Stephen Donaldson Analysis Part One

My study is a very specific one and hence has made the task of data collection fairly straight forward. I intend to base my study on the following two texts:

Text 1:

 Lord Foul’s Bane, Chapter One:Golden Boy, Book One of The Chronicles of Thomas Covenant, the Unbeliever, Paperback Edition Publisher: Del Rey (June 12, 1987), 496 pages, Language: English, ISBN-10: 0345348656, ISBN-13: 978-0345348654

Word Count of first five paragraphs: 337

 

Text 2:

Against All Things Ending, Chapter One: The Burden of Too Much Time, Book Three of The Last Chronicles of Thomas Covenant, Stephen R. Donaldson 2010, This excerpt created from the final manuscript version of the book, http://www.StephenRDonaldson.com accessed 06/09/2010

Word Count of first four paragraphs: 328

I am using these two specific texts because text 1 is Donaldson’s first book in the aforementioned series and text 2 is Donaldson’s latest book in the same series.
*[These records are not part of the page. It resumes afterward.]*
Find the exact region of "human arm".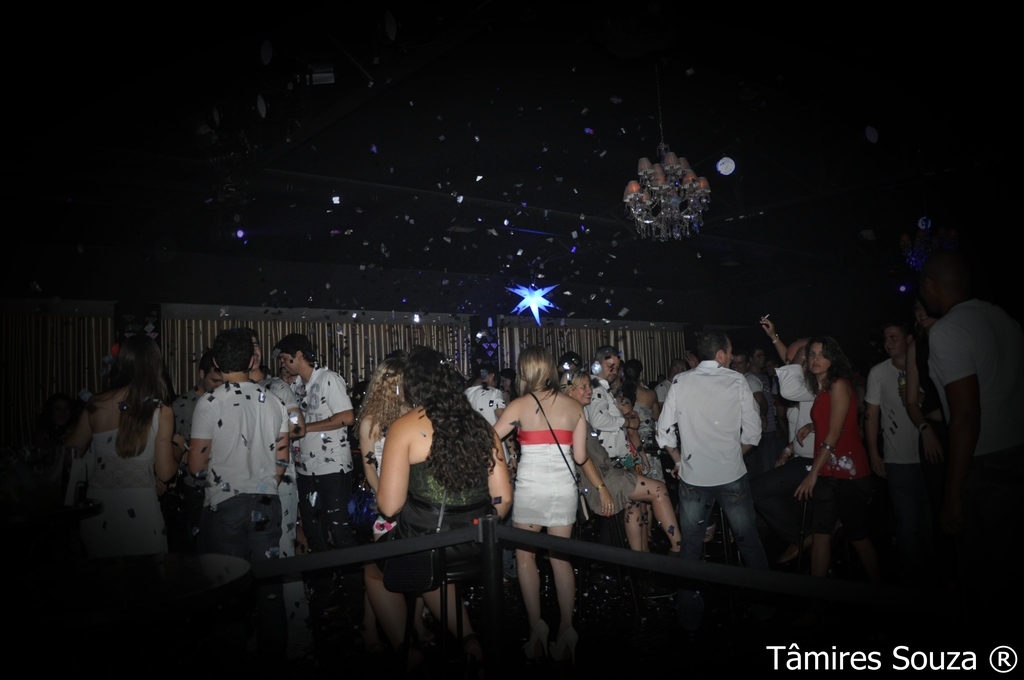
Exact region: <bbox>789, 376, 849, 501</bbox>.
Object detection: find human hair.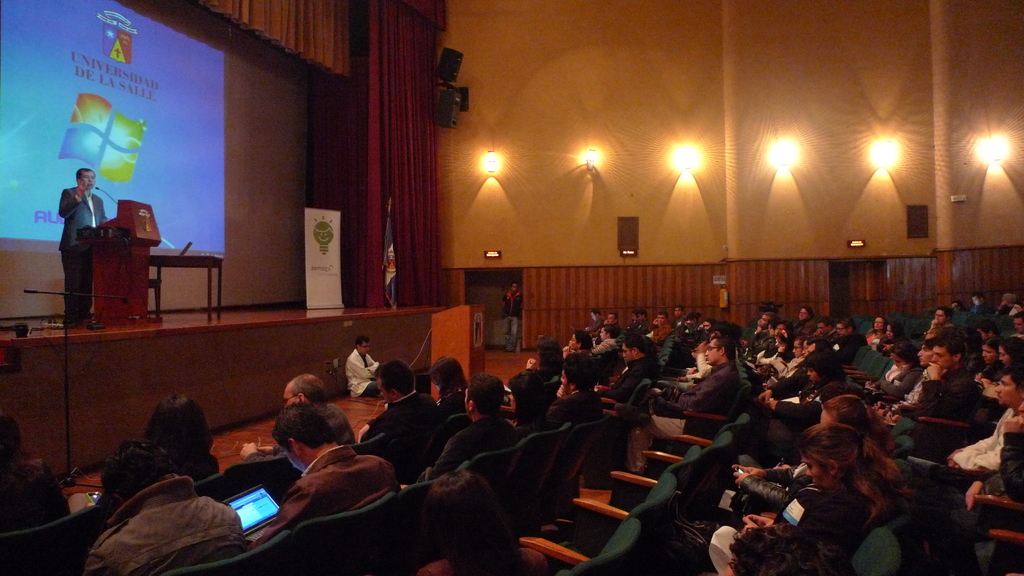
Rect(564, 352, 600, 387).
There is a twenty three year period between them and Donaldson has written tens of novels since then and has had a lot of time to develop his writing.

Text 1 was originally published in 1977 by Holt Publishing (Donaldson, 2010). Text 2 is unpublished as a hardcopy, yet the first chapter was released on the author’s website in the form of a portable document format file or ‘.pdf’. Text 1 will be copied via manual data entry directly from the aforementioned published paperback version. Text 2 will be cut and paste into a Microsoft Word Document from the ‘pdf’ file. I have taken the liberty to exclude the final paragraph from Text 1, ‘Lord Foul’s Bane’, and include the final paragraph (that spans pages 2 and 3) from Text 2, ‘Against All Things Ending’, so that the word count – for the purposes of the comparative study – becomes more similar between the two texts.
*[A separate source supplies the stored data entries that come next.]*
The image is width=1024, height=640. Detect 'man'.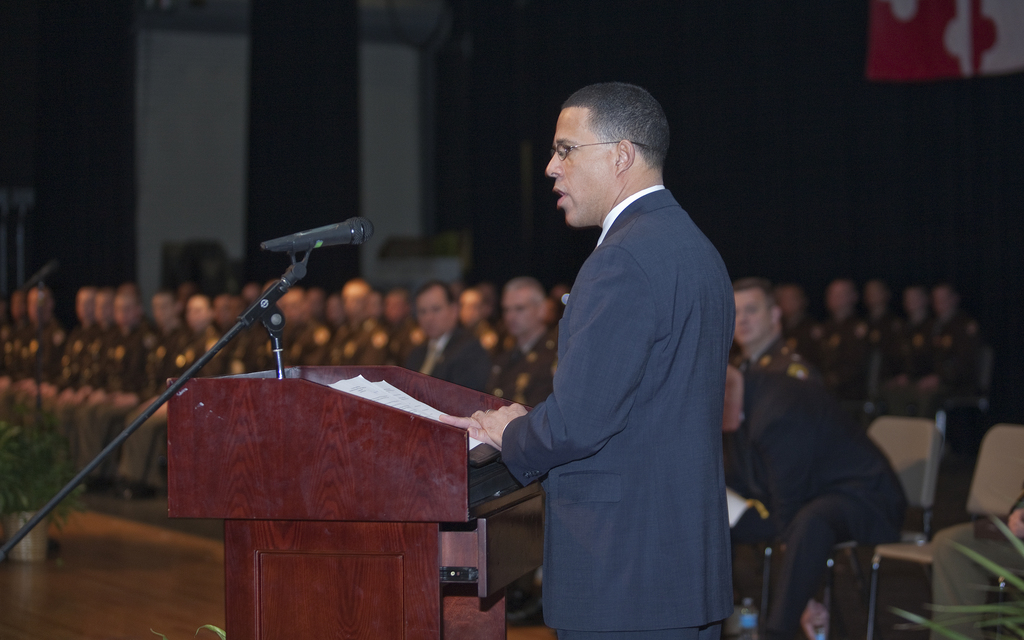
Detection: locate(45, 287, 109, 463).
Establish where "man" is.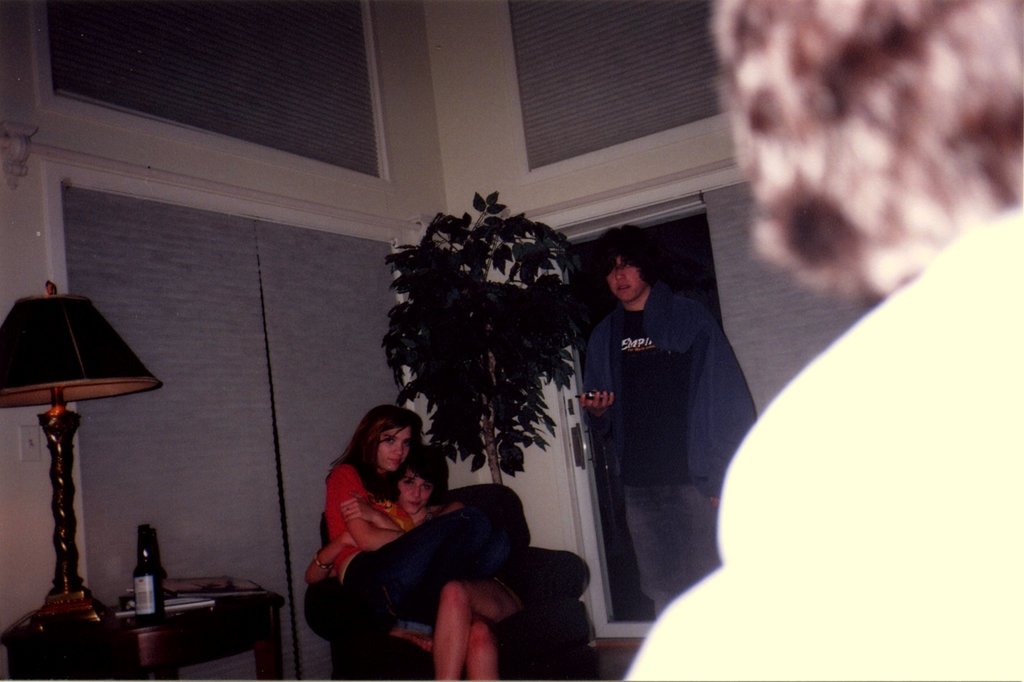
Established at {"x1": 563, "y1": 232, "x2": 764, "y2": 578}.
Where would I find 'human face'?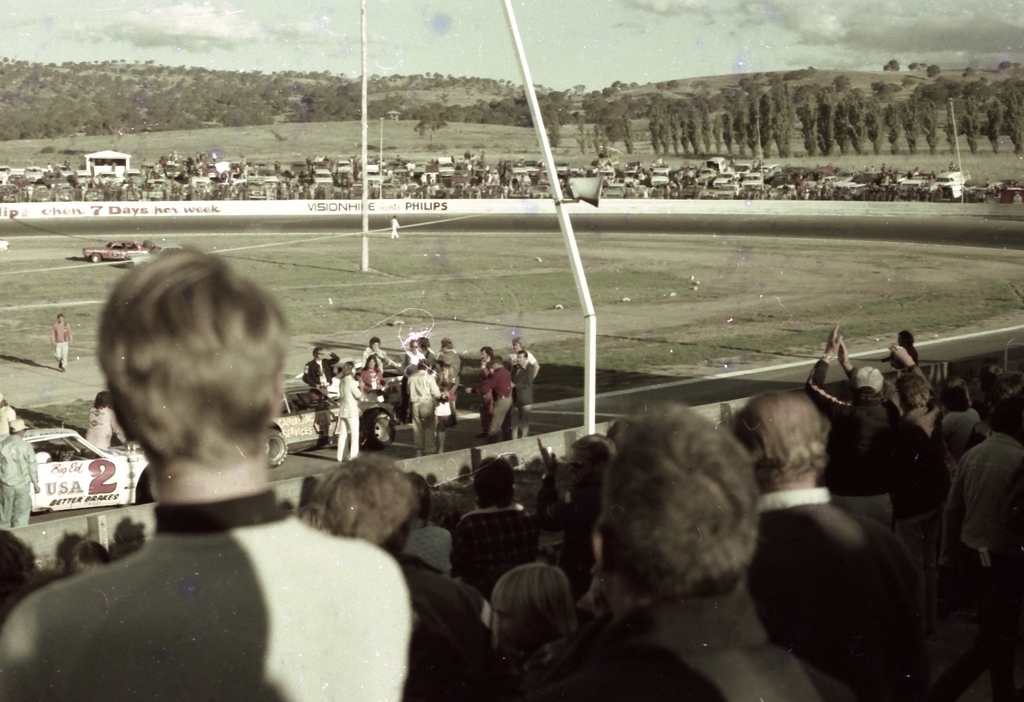
At 368 357 377 369.
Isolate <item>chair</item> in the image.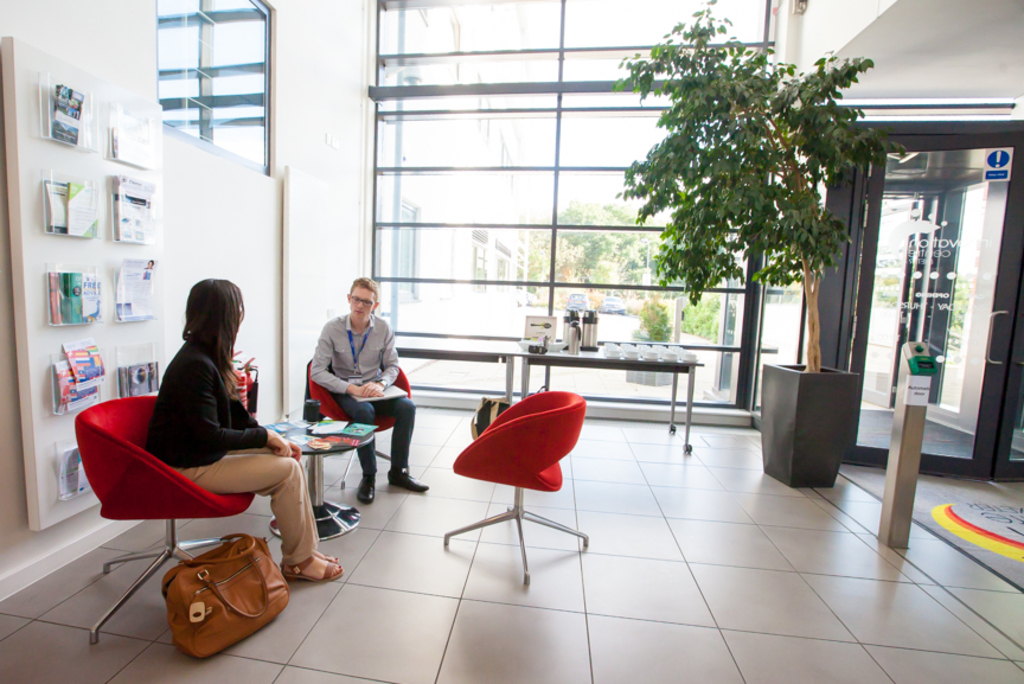
Isolated region: [x1=69, y1=404, x2=308, y2=573].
To perform a detailed study within the word limit and scope/focus of my study I have chosen to limit my analysis to the first four or five paragraphs of the first chapter of each book. The additional benefit of this choice is that the first page of a fiction book is usually high impact and attempts to capture the attention of the reader immediately and hence should display some of the writer’s best work and literary abilities. In a larger project perhaps with a wider scope, extracts from a range of the author’s works could be utilised rather than just two extracts I shall be using.

During the conduct of my investigation I realised that in order to achieve some of the aims I made I would have to limit the word count so that a more focussed analysis could be performed. This decision was partly influenced by the work of Hillier (Coffin et al, 2004) on the grammatical comparison between the work of Dickens and Tarner. A thorough analysis of noun modification would be verbose and to give justice to the topic would require a more focussed study on a smaller text as Hillier did.

(All references shall be provided at the end of the series of articles.)